David Jakins still stands as the 2024 winner in the men’s class at the World conkers championships homepagebut the organization has announced that it is now investigating whether he captured the title on false grounds. This after an official after Sunday’s final in Southwick, Northamptonshire, had searched his pockets and found a chestnut-like lump of metal in one of the Englishman’s pockets.
– My conker broke in one hit, and that just doesn’t happen. Now it turns out that “King Conker” had a fake steel conker, so he could have traded his real conker for it. Or he could have marked the conker strings to pick out a tougher nut,” 23-year-old finalist Alastair Johnson-Ferguson told Telegraph.
Conkers are in the first place a children’s game that has existed in various variants for at least 200 years, mainly in Great Britain and Ireland. The rules here are briefly that two players have a string at least 20 centimeters long with a randomly selected horse chestnut attached to one end and then crank one against the other, one at a time.
Conkers involves smashing the opponent’s chestnut with their own chestnut. Photo: Hesther Ng/TT
The person who attaches the chestnuts to the strings is called “King Conker” and this year that role was therefore Jakins, who has participated in the world championships since 1977 and now won his first victory. American Kelci Banschbach, 34, became Queen Conker and defeated him in the mixed final.
– As if it wasn’t suspicious enough that the event’s top judge is entering his own tournament and winning, he’s also wiped out opponents’ nuts in one fell swoop and then been caught with a metal conker. The question that must be asked is: How has he been able to win now after never having done so before? says conker enthusiast David Glew to the Telegraph.
He was one of the around 2,000 spectators at Sunday’s event, which featured 256 competitors, witnessed Jakins knocking out his opponents by just one stroke in the quarters and semis as well, which is described as rare to do even once. David Jakins himself denies cheating and says he only had his metal chestnut “for fun”.
– I was found with the steel conker in my pocket, but I only have it with me for fun and I have not used it during the competition, says David Jakins.
– Yes, I helped prepare the conkers before the tournament, but this is not cheating or match fixing, and I did not mark the strings in any way. I just tried to hit hard and somehow I won in the end.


WHAT THE EXERCISE ASKS ▸ State the number of lines in the records that contain "Meet", with no other words.

-- Opening Marker --

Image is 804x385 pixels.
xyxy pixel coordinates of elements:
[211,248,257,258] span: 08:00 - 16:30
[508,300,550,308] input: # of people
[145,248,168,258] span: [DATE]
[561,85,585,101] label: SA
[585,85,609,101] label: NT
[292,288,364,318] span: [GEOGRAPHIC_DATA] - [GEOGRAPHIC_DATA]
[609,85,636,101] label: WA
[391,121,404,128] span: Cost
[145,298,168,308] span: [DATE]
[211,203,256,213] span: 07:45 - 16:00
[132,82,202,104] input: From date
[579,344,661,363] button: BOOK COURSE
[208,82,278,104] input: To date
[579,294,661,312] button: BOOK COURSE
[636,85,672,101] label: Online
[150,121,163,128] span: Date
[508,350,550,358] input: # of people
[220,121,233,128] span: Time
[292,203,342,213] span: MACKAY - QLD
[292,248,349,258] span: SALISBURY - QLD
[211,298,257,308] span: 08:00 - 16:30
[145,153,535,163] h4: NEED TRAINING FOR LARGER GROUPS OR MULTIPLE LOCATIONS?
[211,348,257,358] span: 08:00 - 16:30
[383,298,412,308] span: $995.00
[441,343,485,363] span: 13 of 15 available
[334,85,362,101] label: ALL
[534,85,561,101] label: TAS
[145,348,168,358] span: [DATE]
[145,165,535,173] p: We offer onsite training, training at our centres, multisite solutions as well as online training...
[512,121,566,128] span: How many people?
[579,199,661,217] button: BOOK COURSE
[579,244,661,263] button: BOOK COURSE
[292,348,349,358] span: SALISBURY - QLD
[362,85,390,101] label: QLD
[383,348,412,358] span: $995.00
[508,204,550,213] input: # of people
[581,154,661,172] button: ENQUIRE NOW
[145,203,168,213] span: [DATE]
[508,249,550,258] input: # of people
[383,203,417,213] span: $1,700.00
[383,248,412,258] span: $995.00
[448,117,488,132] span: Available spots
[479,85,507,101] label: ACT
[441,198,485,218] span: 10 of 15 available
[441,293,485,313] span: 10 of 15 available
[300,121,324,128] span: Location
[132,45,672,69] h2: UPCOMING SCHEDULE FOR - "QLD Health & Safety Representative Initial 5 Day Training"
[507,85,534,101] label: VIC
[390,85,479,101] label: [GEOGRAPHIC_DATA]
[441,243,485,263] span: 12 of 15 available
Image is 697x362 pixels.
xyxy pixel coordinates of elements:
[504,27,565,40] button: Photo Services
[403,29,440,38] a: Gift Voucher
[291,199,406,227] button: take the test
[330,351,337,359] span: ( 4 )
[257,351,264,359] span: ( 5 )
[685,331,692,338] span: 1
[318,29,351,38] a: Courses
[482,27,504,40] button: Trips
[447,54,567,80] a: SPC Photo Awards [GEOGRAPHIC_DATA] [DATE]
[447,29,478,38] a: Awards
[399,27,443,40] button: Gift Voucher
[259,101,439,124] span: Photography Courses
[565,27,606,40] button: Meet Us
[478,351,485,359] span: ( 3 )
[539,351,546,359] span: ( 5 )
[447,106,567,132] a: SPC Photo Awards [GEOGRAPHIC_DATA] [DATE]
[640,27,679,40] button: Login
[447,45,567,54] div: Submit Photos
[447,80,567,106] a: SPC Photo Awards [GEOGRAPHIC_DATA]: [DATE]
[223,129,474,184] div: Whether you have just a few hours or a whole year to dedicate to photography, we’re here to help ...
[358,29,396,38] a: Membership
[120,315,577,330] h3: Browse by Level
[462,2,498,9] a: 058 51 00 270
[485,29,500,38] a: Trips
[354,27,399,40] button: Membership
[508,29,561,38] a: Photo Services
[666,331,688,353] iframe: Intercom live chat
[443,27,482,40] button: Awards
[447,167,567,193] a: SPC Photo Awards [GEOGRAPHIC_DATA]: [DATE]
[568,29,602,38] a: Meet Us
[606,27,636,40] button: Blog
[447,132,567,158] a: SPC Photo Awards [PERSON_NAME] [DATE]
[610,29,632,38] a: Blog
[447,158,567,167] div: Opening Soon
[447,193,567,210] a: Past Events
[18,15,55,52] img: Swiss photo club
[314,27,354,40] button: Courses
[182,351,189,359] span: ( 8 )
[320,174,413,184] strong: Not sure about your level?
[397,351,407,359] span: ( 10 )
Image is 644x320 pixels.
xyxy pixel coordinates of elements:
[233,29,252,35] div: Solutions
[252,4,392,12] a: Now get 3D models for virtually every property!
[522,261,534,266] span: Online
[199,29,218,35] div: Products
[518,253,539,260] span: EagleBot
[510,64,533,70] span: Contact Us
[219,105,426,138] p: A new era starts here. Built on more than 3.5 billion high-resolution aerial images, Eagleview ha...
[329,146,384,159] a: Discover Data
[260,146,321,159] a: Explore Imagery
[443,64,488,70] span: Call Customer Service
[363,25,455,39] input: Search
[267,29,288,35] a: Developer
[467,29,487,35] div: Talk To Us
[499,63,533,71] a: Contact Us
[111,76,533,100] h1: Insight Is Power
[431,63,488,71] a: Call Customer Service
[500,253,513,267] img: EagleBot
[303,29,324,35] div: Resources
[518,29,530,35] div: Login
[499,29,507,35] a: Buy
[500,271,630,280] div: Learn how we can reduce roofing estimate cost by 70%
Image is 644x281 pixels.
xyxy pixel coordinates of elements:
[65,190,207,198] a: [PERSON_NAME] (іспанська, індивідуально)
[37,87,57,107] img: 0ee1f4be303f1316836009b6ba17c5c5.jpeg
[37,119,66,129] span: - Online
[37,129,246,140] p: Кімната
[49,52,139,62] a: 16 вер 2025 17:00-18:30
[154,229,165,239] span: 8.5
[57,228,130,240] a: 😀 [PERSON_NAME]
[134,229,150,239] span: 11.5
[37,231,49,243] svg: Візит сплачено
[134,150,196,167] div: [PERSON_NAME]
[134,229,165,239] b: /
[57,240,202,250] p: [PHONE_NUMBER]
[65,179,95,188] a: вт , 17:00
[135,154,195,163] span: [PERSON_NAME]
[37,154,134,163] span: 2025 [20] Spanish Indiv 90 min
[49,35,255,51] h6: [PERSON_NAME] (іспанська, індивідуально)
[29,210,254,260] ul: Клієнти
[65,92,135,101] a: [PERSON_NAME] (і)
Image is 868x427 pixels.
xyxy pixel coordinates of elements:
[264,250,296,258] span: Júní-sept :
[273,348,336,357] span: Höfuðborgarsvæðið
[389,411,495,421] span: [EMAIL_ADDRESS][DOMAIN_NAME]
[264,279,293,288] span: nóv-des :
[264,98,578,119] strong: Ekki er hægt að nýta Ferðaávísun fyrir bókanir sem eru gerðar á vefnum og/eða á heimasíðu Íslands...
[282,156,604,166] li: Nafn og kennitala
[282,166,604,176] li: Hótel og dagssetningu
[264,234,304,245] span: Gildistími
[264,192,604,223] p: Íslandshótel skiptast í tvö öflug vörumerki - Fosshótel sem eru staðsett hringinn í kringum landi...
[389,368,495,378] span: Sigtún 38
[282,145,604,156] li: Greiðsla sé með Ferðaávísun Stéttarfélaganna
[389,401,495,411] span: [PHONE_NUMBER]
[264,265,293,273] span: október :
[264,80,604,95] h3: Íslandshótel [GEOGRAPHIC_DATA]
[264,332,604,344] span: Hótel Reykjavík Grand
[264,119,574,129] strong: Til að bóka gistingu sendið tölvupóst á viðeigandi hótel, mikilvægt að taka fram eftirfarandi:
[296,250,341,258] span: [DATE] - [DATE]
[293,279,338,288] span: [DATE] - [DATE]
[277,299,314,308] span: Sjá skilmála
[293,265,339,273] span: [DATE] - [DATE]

-- Closing Marker --

EXPECTED ANSWER ▸ 2